The US has voiced concerns about the threat of sectarian violence in the Middle East and North Africa. But earlier it did not hesitate to back radical groups which helped to bring down authoritarian regimes.
While presenting an annual report on religious freedom, Secretary of State Hillary Clinton urged Arab nations not to “trade one form of repression for another.”
“In the Middle East and North Africa, the transitions to democracy have inspired the world but they have also exposed ethic and religious minorities to new dangers,” Clinton said. “People have been killed by their own neighbors because of their ethnicity or faith. In other places we have seen governments stand by while sectarian violence inflamed by religious animosities tears communities apart.”

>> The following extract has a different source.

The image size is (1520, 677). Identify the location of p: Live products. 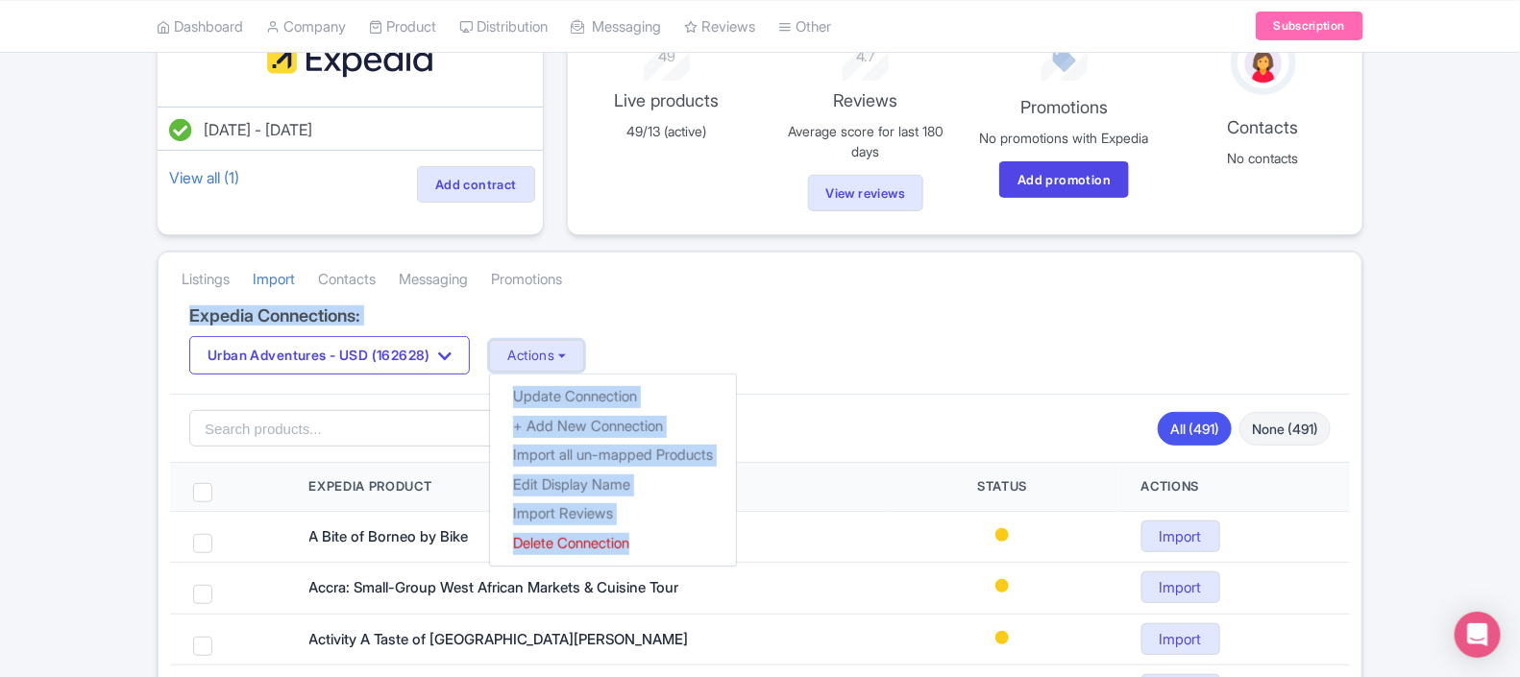
(667, 100).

Concerns about violence fueled by religious animosity did not stop the US from welcoming the uprising in Libya and supporting anti-Gaddafi forces with a NATO bombing campaign, despite the fact that the rebels were known to have supporters from extremist Islamist movements.
Now the war-torn country faces violence against black immigrants, which the new authorities cannot or will not stop. Tawarga, a town of 10,000 mostly populated by people with sub-Saharan origins, was turned into a ghost town by the victors. The rebels retaliated against the residents for supporting Gaddafi, and the majority of them have been turned into refugees with no place to go.
Neither have such concerns held back the US in its attitude toward the Syrian government of Bashar Assad. The crackdown on the city of Hama, which was the center of the radical Muslim Brotherhood uprising against Assad’s father, was condemned by Washington.
In post-Mubarak Egypt, the Muslim Brotherhood is gaining popularity and is bound to have strong representation in the parliament after an election takes place. On Wednesday the movement threatened to launch mass protests if the election is postponed. Earlier angry crowds ransacked the Israeli embassy in Cairo, with the police and military doing little to stop the pillaging.
The West has a habit of backing radical movements in the Middle East to bring down the regimes it does not like, noted Mark Almond, a lecturer in modern history at Oxford University.
“We have a classic example of this 30 years ago in Afghanistan, when people in the CIA thought it was a very good idea to get the Mujahideen to attack the pro-Soviet regime and then Soviet troops. They were successful, but I don’t think in the long term it was very beneficial for the United States and the world in general,” he told RT.